Create Github Repo (Optional)
Now create a new Github repository (if you don't created yet) and push all the changes to it
Then push all the changes to your repo.
git push -u origin main
Setting Up GitHub Pages
Go to your Github Repository Settings
Navigate to Pages on the sidebar, under the Build and deployment section, change the source to Github Actions.
Now you are ready to add GitHub CI/CD workflow.
Add GitHub Action Workflow
This is the last step and after committing and pushing the changes, you'll see your app on GitHub pages.

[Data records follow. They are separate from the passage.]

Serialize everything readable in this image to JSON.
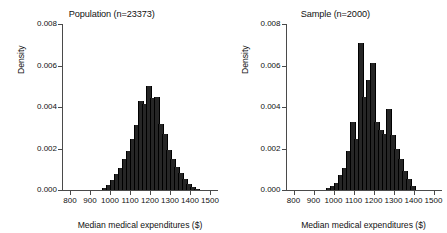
{
  "figure": {
    "background": "#ffffff",
    "bar_color": "#262626",
    "axis_color": "#4a4a4a"
  },
  "axis": {
    "x_title": "Median medical expenditures ($)",
    "y_title": "Density",
    "x_ticks": [
      800,
      900,
      1000,
      1100,
      1200,
      1300,
      1400,
      1500
    ],
    "y_ticks": [
      "0.000",
      "0.002",
      "0.004",
      "0.006",
      "0.008"
    ],
    "y_tick_values": [
      0.0,
      0.002,
      0.004,
      0.006,
      0.008
    ],
    "xlim": [
      760,
      1540
    ],
    "ylim": [
      0,
      0.008
    ]
  },
  "panels": [
    {
      "id": "population",
      "title": "Population (n=23373)"
    },
    {
      "id": "sample",
      "title": "Sample (n=2000)"
    }
  ],
  "chart_data": [
    {
      "type": "bar",
      "title": "Population (n=23373)",
      "xlabel": "Median medical expenditures ($)",
      "ylabel": "Density",
      "xlim": [
        760,
        1540
      ],
      "ylim": [
        0,
        0.008
      ],
      "grid": false,
      "legend": "none",
      "bin_width": 20,
      "x": [
        970,
        990,
        1010,
        1030,
        1050,
        1070,
        1090,
        1110,
        1130,
        1150,
        1170,
        1190,
        1210,
        1230,
        1250,
        1270,
        1290,
        1310,
        1330,
        1350,
        1370,
        1390,
        1410,
        1430
      ],
      "values": [
        0.0001,
        0.00022,
        0.00048,
        0.00075,
        0.00108,
        0.0015,
        0.0019,
        0.00245,
        0.00315,
        0.0043,
        0.00415,
        0.005,
        0.00445,
        0.0045,
        0.0032,
        0.0027,
        0.00195,
        0.0015,
        0.00112,
        0.0008,
        0.00052,
        0.0003,
        0.00015,
        6e-05
      ]
    },
    {
      "type": "bar",
      "title": "Sample (n=2000)",
      "xlabel": "Median medical expenditures ($)",
      "ylabel": "Density",
      "xlim": [
        760,
        1540
      ],
      "ylim": [
        0,
        0.008
      ],
      "grid": false,
      "legend": "none",
      "bin_width": 20,
      "x": [
        970,
        990,
        1010,
        1030,
        1050,
        1070,
        1090,
        1110,
        1130,
        1150,
        1170,
        1190,
        1210,
        1230,
        1250,
        1270,
        1290,
        1310,
        1330,
        1350,
        1370,
        1390
      ],
      "values": [
        0.0001,
        0.0002,
        0.00035,
        0.0007,
        0.00105,
        0.0019,
        0.0033,
        0.00245,
        0.0071,
        0.0045,
        0.0053,
        0.0061,
        0.0033,
        0.0029,
        0.0027,
        0.0039,
        0.00265,
        0.002,
        0.0015,
        0.0009,
        0.00055,
        0.0002
      ]
    }
  ]
}
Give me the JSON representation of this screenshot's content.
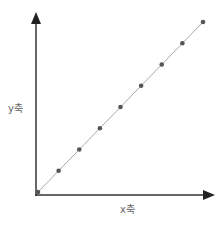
{
  "chart_data": {
    "type": "line",
    "title": "",
    "xlabel": "x축",
    "ylabel": "y축",
    "x": [
      0,
      1,
      2,
      3,
      4,
      5,
      6,
      7,
      8
    ],
    "series": [
      {
        "name": "y = x",
        "values": [
          0,
          1,
          2,
          3,
          4,
          5,
          6,
          7,
          8
        ],
        "color": "#555555",
        "line_color": "#aaaaaa"
      }
    ],
    "grid": false,
    "legend": "none",
    "ticks": "none",
    "axes_style": "arrows"
  },
  "labels": {
    "x": "x축",
    "y": "y축"
  },
  "colors": {
    "axis": "#333333",
    "line": "#aaaaaa",
    "marker": "#555555"
  }
}
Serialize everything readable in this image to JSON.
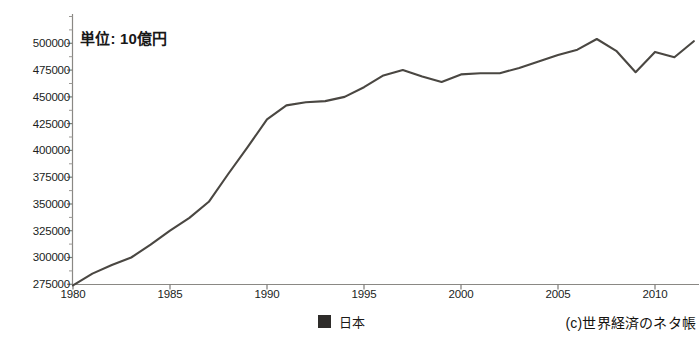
{
  "annotation": {
    "unit_note": "単位: 10億円"
  },
  "legend": {
    "position": "bottom-center",
    "series_label": "日本",
    "swatch_color": "#2e2c2a",
    "swatch_name": "legend-swatch-japan"
  },
  "credit": {
    "text": "(c)世界経済のネタ帳"
  },
  "axes": {
    "y_ticks": [
      "500000",
      "475000",
      "450000",
      "425000",
      "400000",
      "375000",
      "350000",
      "325000",
      "300000",
      "275000"
    ],
    "x_ticks": [
      "1980",
      "1985",
      "1990",
      "1995",
      "2000",
      "2005",
      "2010"
    ]
  },
  "chart_data": {
    "type": "line",
    "title": "",
    "subtitle": "",
    "xlabel": "",
    "ylabel": "",
    "annotations": [
      "単位: 10億円"
    ],
    "grid": false,
    "legend_position": "bottom-center",
    "line_color": "#4a4742",
    "xlim": [
      1980,
      2012
    ],
    "ylim": [
      275000,
      512000
    ],
    "ytick_values": [
      275000,
      300000,
      325000,
      350000,
      375000,
      400000,
      425000,
      450000,
      475000,
      500000
    ],
    "xtick_values": [
      1980,
      1985,
      1990,
      1995,
      2000,
      2005,
      2010
    ],
    "x": [
      1980,
      1981,
      1982,
      1983,
      1984,
      1985,
      1986,
      1987,
      1988,
      1989,
      1990,
      1991,
      1992,
      1993,
      1994,
      1995,
      1996,
      1997,
      1998,
      1999,
      2000,
      2001,
      2002,
      2003,
      2004,
      2005,
      2006,
      2007,
      2008,
      2009,
      2010,
      2011,
      2012
    ],
    "series": [
      {
        "name": "日本",
        "values": [
          274000,
          285000,
          293000,
          300000,
          312000,
          325000,
          337000,
          352000,
          378000,
          403000,
          429000,
          442000,
          445000,
          446000,
          450000,
          459000,
          470000,
          475000,
          469000,
          464000,
          471000,
          472000,
          472000,
          477000,
          483000,
          489000,
          494000,
          504000,
          493000,
          473000,
          492000,
          487000,
          502000
        ]
      }
    ]
  }
}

At the root of your project, create ci-cd.yml
file in the .github/workflows/
directory and add the following:
Note: name of the workflow can be anything, we just simply go with ci-cd.yml
.
name: Test and Deploy static content to Pages on: push: branches: ['main'] workflow_dispatch: permissions: contents: read pages: write id-token: write concurrency: group: 'pages' cancel-in-progress: true jobs: lint-and-test: timeout-minutes: 60 runs-on: ubuntu-latest steps: - name: Checkout code uses: actions/checkout@v4 - name: Setup Node.js uses: actions/setup-node@v4 with: node-version: '22.12.0' cache: 'npm' - name: Install dependencies run: npm ci - name: Lint Code run: npm run lint - name: Type Check run: npm run type-check - name: Run Unit Tests run: npm run test:unit deploy: needs: lint-and-test environment: name: github-pages url: ${{ steps.deployment.outputs.page_url }} runs-on: ubuntu-latest steps: - name: Checkout uses: actions/checkout@v4 - name: Set up Node uses: actions/setup-node@v4 with: node-version: 20 cache: 'npm' - name: Install dependencies run: npm ci - name: Build run: npm run build - name: Setup Pages uses: actions/configure-pages@v4 - name: Upload artifact uses: actions/upload-pages-artifact@v3 with: # Upload dist folder path: './dist' - name: Deploy to GitHub Pages id: deployment uses: actions/deploy-pages@v4
commit and push the workflow to you github repo and Check your workflow result in Repository > Actions tab.
If you see the Green color, that means you did it!
Now check you github pages https://<USERNAME>.github.io/<REPO>/
So for me, it will be https://biomousavi.github.io/vue-github-action/
Note: If you get error on installing packages, you need to have package-lock.json
in your project, because we use npm ci
that looks for package-lock.json
file.
Conclusion
GitHub Actions can make your Vue.js development workflow smoother. Automate, deploy, and focus on what matters most: writing great code.
If you found this guide helpful ❤️ and saved you time in setting up CI/CD for your Vue.js project, I'd be incredibly grateful if you could show some support by giving the repository a ⭐ star on GitHub!